Shakespeare, the Queen's Men, and the Elizabethan Performance of History

Shakespeare, the Queen's Men, and the Elizabethan Performance of History

by Brian Walsh
Shakespeare, the Queen's Men, and the Elizabethan Performance of History

Shakespeare, the Queen's Men, and the Elizabethan Performance of History

by Brian Walsh

Paperback(Reprint)

$53.99 
  • SHIP THIS ITEM
    Qualifies for Free Shipping
  • PICK UP IN STORE
    Check Availability at Nearby Stores

Related collections and offers


Overview

The Elizabethan history play was one of the most prevalent dramatic genres of the 1590s, and so was a major contribution to Elizabethan historical culture. The genre has been well served by critical studies that emphasize politics and ideology; however, there has been less interest in the way history is interrogated as an idea in these plays. Drawing in period-sensitive ways on the field of contemporary performance theory, this book looks at the Shakespearean history play from a fresh angle, by first analyzing the foundational work of the Queen's Men, the playing company that invented the popular history play. Through innovative readings of their plays including The Famous Victories of Henry V before moving on to Shakespeare's 1 Henry VI, Richard III, and Henry V, this book investigates how the Queen's Men's self-consciousness about performance helped to shape Shakespeare's dramatic and historical imagination.

Product Details

ISBN-13: 9781107629066
Publisher: Cambridge University Press
Publication date: 09/19/2013
Edition description: Reprint
Pages: 246
Product dimensions: 6.00(w) x 8.90(h) x 0.70(d)

About the Author

Brian Walsh is Assistant Professor in the English Department at Yale University.

Table of Contents

Introduction; 1. Dialogues with the dead: history, performance, and Elizabethan theater; 2. Theatrical time and historical time: the temporality of the past in The Famous Victories of Henry V; 3. Figuring history: truth, poetry, and report in The True Tragedy of Richard III; 4. 'Unkind division': the double absence of performing history in 1 Henry VI; 5. Richard III and Theatrum Historiae; 6. Henry V and the extra-theatrical historical imagination; Conclusion: traces of Henry/traces of history.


■ Instructions for the task:
A picture-free, exact copy of all the records below is the goal.

%%

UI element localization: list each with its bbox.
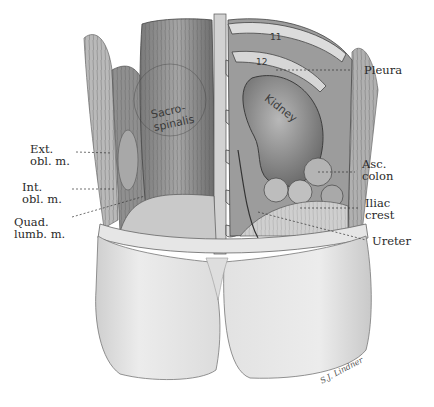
label-ext-obl: Ext. obl. m. [30, 143, 70, 167]
label-int-obl: Int. obl. m. [22, 181, 62, 205]
label-pleura: Pleura [364, 64, 402, 76]
label-rib-11: 11 [270, 32, 281, 42]
renal-cavity [228, 19, 352, 238]
label-quad-lumb: Quad. lumb. m. [14, 216, 65, 240]
label-iliac-crest: Iliac crest [365, 197, 394, 221]
anatomical-figure: Ext. obl. m. Int. obl. m. Quad. lumb. m.… [0, 0, 434, 407]
buttocks [96, 236, 372, 380]
label-ureter: Ureter [372, 235, 411, 247]
label-asc-colon: Asc. colon [362, 158, 393, 182]
label-rib-12: 12 [256, 57, 267, 67]
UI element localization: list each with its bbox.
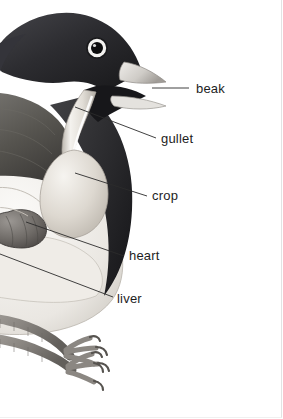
- label-heart: heart: [129, 248, 160, 263]
- eye-highlight-part: [93, 44, 96, 47]
- heart-part: [0, 210, 46, 248]
- label-gullet: gullet: [161, 131, 193, 146]
- anatomy-figure: beak gullet crop heart liver: [0, 0, 283, 419]
- label-beak: beak: [196, 81, 225, 96]
- eye-pupil-part: [91, 42, 103, 54]
- bird-illustration: [0, 0, 283, 419]
- label-crop: crop: [152, 188, 178, 203]
- upper-beak-part: [119, 62, 166, 83]
- label-liver: liver: [117, 291, 142, 306]
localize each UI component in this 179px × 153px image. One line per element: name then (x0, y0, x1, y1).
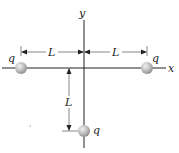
charge-bottom (78, 125, 90, 137)
charge-label-left: q (8, 52, 15, 65)
charge-label-right: q (152, 52, 159, 65)
charge-diagram: y x L L L q q q ' (0, 0, 179, 153)
dim-label-right: L (111, 46, 119, 59)
stray-mark: ' (29, 123, 31, 132)
dim-label-left: L (47, 46, 55, 59)
x-axis-label: x (168, 62, 175, 75)
dim-label-vertical: L (64, 96, 72, 109)
charge-left (15, 62, 27, 74)
y-axis-label: y (78, 7, 86, 20)
charge-label-bottom: q (93, 124, 100, 137)
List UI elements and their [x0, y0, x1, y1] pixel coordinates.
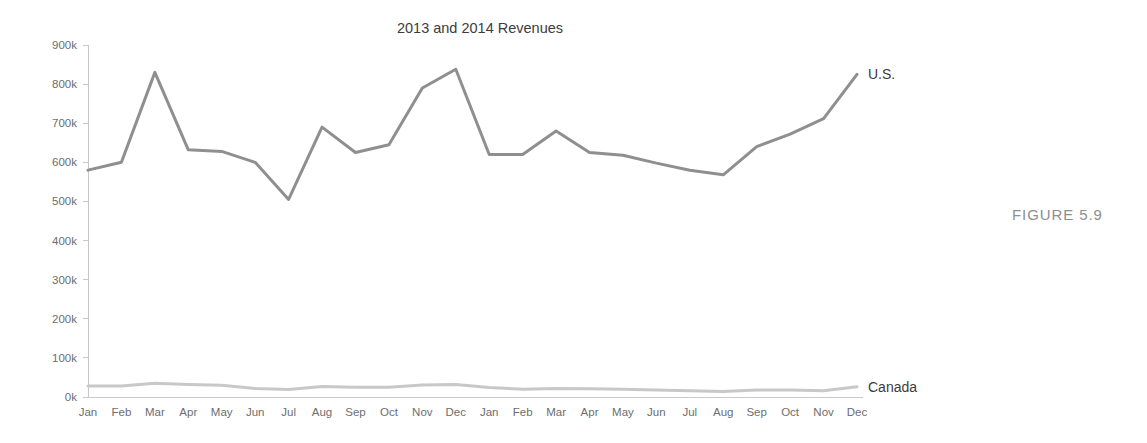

%%

■ Reply:
UI element localization: list each with its bbox.
label-ext-obl: Ext. obl. m. [30, 143, 70, 167]
label-int-obl: Int. obl. m. [22, 181, 62, 205]
label-pleura: Pleura [364, 64, 402, 76]
label-rib-11: 11 [270, 32, 281, 42]
renal-cavity [228, 19, 352, 238]
label-quad-lumb: Quad. lumb. m. [14, 216, 65, 240]
label-iliac-crest: Iliac crest [365, 197, 394, 221]
anatomical-figure: Ext. obl. m. Int. obl. m. Quad. lumb. m.… [0, 0, 434, 407]
buttocks [96, 236, 372, 380]
label-ureter: Ureter [372, 235, 411, 247]
label-asc-colon: Asc. colon [362, 158, 393, 182]
label-rib-12: 12 [256, 57, 267, 67]
UI element localization: list each with its bbox.
- label-heart: heart: [129, 248, 160, 263]
- eye-highlight-part: [93, 44, 96, 47]
- heart-part: [0, 210, 46, 248]
- label-gullet: gullet: [161, 131, 193, 146]
- anatomy-figure: beak gullet crop heart liver: [0, 0, 283, 419]
- label-beak: beak: [196, 81, 225, 96]
- eye-pupil-part: [91, 42, 103, 54]
- bird-illustration: [0, 0, 283, 419]
- label-crop: crop: [152, 188, 178, 203]
- upper-beak-part: [119, 62, 166, 83]
- label-liver: liver: [117, 291, 142, 306]
localize each UI component in this 179px × 153px image. One line per element: name then (x0, y0, x1, y1).
charge-bottom (78, 125, 90, 137)
charge-label-left: q (8, 52, 15, 65)
charge-label-right: q (152, 52, 159, 65)
charge-diagram: y x L L L q q q ' (0, 0, 179, 153)
dim-label-right: L (111, 46, 119, 59)
stray-mark: ' (29, 123, 31, 132)
dim-label-left: L (47, 46, 55, 59)
x-axis-label: x (168, 62, 175, 75)
dim-label-vertical: L (64, 96, 72, 109)
charge-left (15, 62, 27, 74)
y-axis-label: y (78, 7, 86, 20)
charge-label-bottom: q (93, 124, 100, 137)
List UI elements and their [x0, y0, x1, y1] pixel coordinates.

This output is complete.